Like Greek tragedies of lore, Sobottke says Gettysburg was a lesson in the dangers of hubris. The Confederates had beaten the Union troops at many big battles, including Fredericksburg, Chancellorsville and First Bull Run, and were confident in their ability to take them again.

"Frankly the average Confederate soldier in Robert E. Lee's army had no respect whatsoever for their opponents in the Army of the Potomac - none," he says. "Lee himself felt that these men could do anything."

Having been routed so many times, the Union troops knew the stakes were high - and the men fought accordingly. Six infantry regiments from Wisconsin participated in the battle, including those in the Iron Brigade and a company of sharpshooters.

"If they had lost that battle at Gettysburg, that army could have easily disintegrated and not been an effective brake on what Robert E. Lee wanted to do," Sobottke says.
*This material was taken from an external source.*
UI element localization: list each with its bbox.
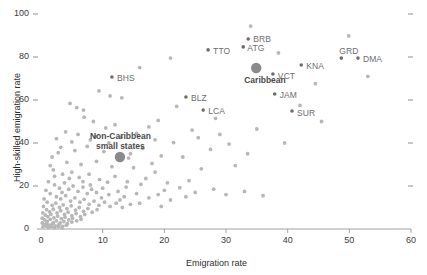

Had the Confederates won, Sobottke says they conceivably could have continued on to Philadelphia, Baltimore and even Washington, D.C. - forcing the end of the war and gaining Southern independence.

We'll hear the stories of Wisconsin soldiers at Gettysburg on Wednesday and Thursday.

Thomas Martin Sobottke is the voice of our Civil War series, "Iron Brigade and Beyond." He's historian, teacher, and the author of the novel Richmond’s Bloody Road, under the name Thomas Martin Saturday. He’s also the author of Across That Dark River: The Civil War Memory.